The nervous system learns through experience, not only through understanding. A person who intellectually knows that their racing heart is not a heart attack still has a nervous system that has learned to treat it as one — and that learning is encoded at a level below conscious thought. Changing it requires working at that level, not only above it.

Somatic Experiencing works directly with the physiology of the stress response. Developed by Dr. Peter Levine, the approach is based on the observation that traumatic and threatening experiences leave incomplete activation in the nervous system — mobilization that was never fully discharged.
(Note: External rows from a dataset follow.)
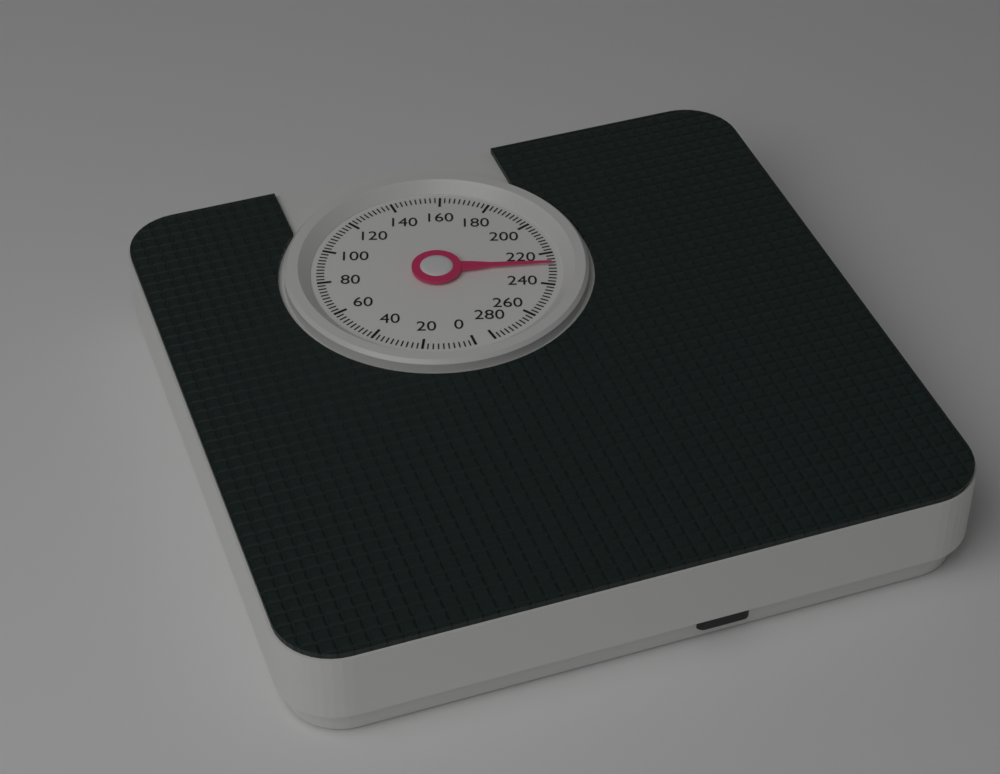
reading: 228 (no unit)
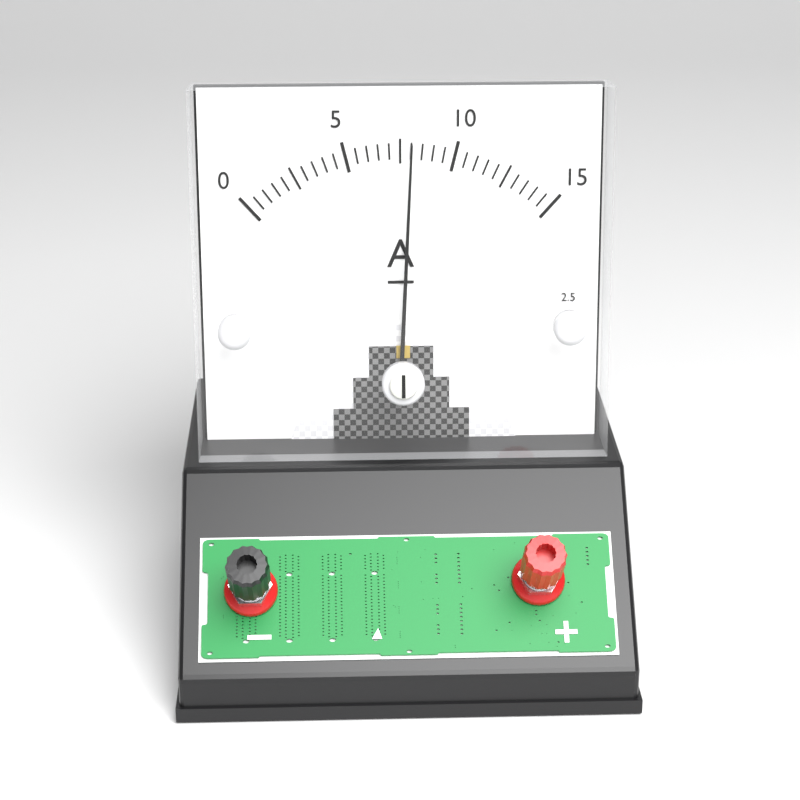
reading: 8.0 A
In the context of panic disorder, this incomplete activation keeps the nervous system in a state of readiness that makes future panic attacks more likely and more intense.
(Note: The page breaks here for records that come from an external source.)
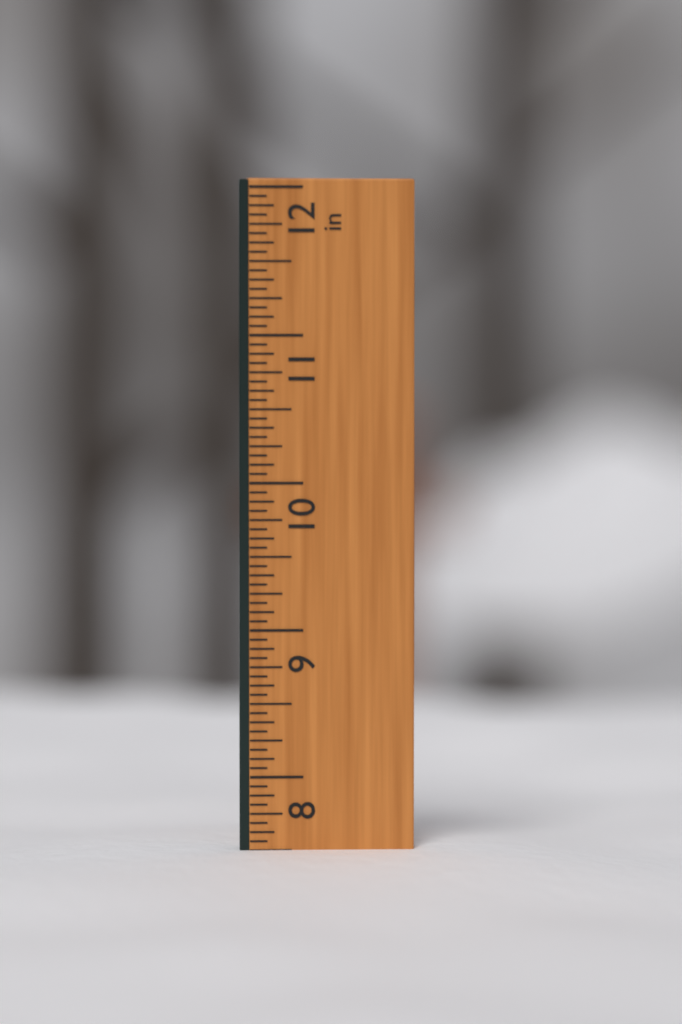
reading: 7.5000 in
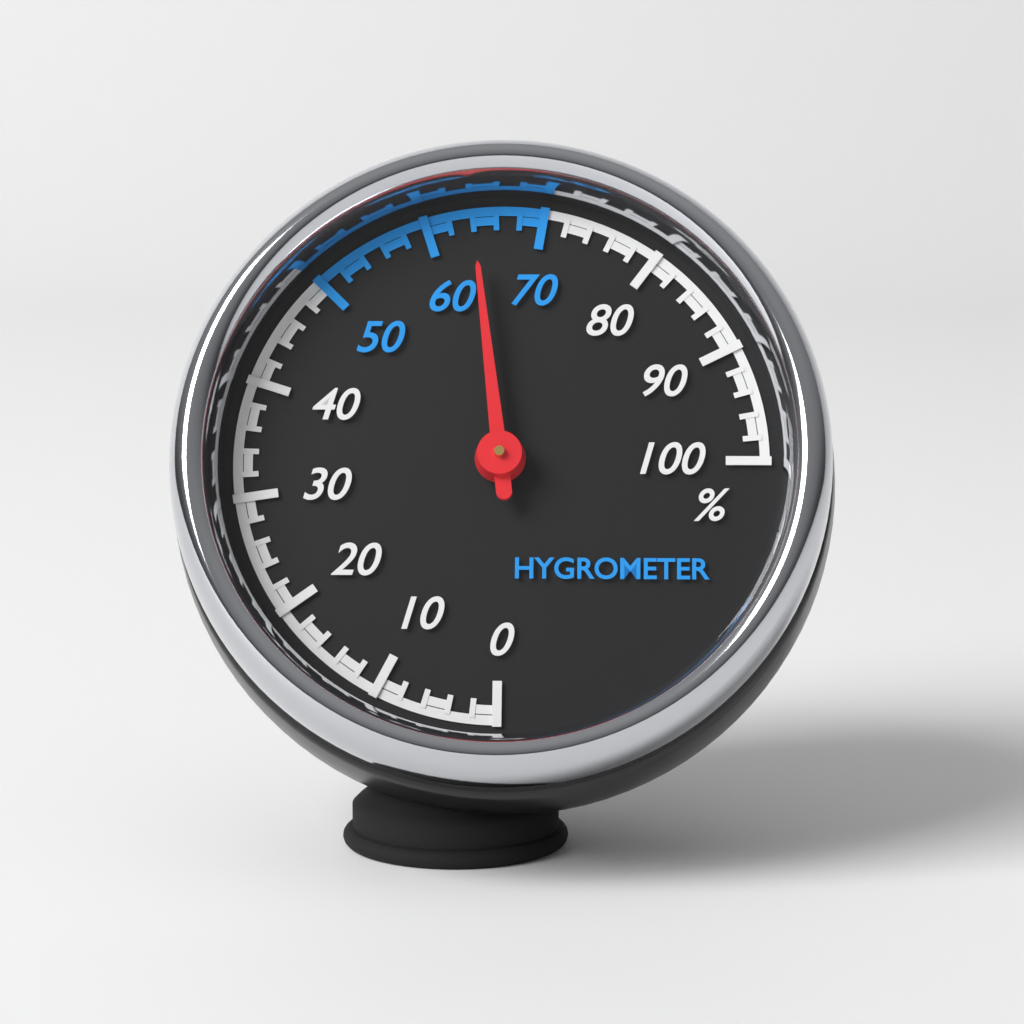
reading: 64 %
The work involves gently and gradually bringing attention to physical sensations — noticing what’s present in the body without amplifying it or catastrophizing it — and supporting the nervous system in completing the discharge cycle it has been holding. Over time, this reduces the baseline level of activation, restores the nervous system’s natural capacity to return to rest after stress, and changes the physical landscape in which panic attacks have been occurring.

How Somatic Experiencing Addresses the Panic Cycle Specifically

Several mechanisms make Somatic Experiencing particularly relevant to panic disorder.

The first is the development of interoceptive tolerance. One of the central features of panic disorder is the fear of bodily sensations — the experience of physical arousal as threatening rather than as ordinary information. Somatic Experiencing builds the capacity to notice and stay with physical sensations without immediately catastrophizing them. That shift in relationship to internal experience directly interrupts one of the primary maintaining mechanisms of panic.

The second is nervous system regulation. Somatic Experiencing works explicitly on the vagal regulation that governs the stress response — the parasympathetic nervous system’s capacity to bring activation back down after it rises. In people with panic disorder, this regulatory capacity is often compromised. The nervous system activates quickly and returns to baseline slowly, if at all. Building regulation through body-based work produces a physiological change rather than only a cognitive one.

The third is addressing trauma as a root cause. A significant number of people with panic disorder have a trauma history that sensitized the nervous system to begin with. The panic attacks are, in some sense, the body’s unfinished response to earlier threatening experiences. Somatic Experiencing addresses that stored activation directly — not by requiring detailed verbal recollection of what happened, but by working with the body’s held response to it.

What Treatment Looks Like

Somatic Experiencing for panic disorder doesn’t look like traditional talk therapy. Sessions involve tracking physical sensation in the body in the present moment — noticing what’s there, what shifts, what settles. The therapist guides attention toward the felt sense of experience rather than primarily toward narrative and interpretation.

A key principle is titration — working in small, manageable increments of activation rather than flooding the system with more than it can process. This is particularly important with panic disorder, where the fear of physical sensations can make any approach that intensifies bodily experience counterproductive. The work stays within what the nervous system can tolerate, which produces integration rather than overwhelm.

At Flourish Psychology, somatic therapy is one of several approaches available for anxiety and panic disorder, used alongside CBT, EMDR, and other evidence-based modalities depending on what each person’s presentation calls for. For clients whose panic has a strong physiological component, or whose cognitive work has reached a ceiling, body-based work often produces movement that talk-based approaches alone haven’t.

Panic disorder is treatable. For people who have tried approaches that work primarily through understanding and haven’t fully resolved the attacks, the missing piece is often at the body level. Flourish Psychology works with adults in Brooklyn and throughout New York City on panic disorder, anxiety, and trauma. Call 917-737-9475 or reach out through the contact page to schedule a session.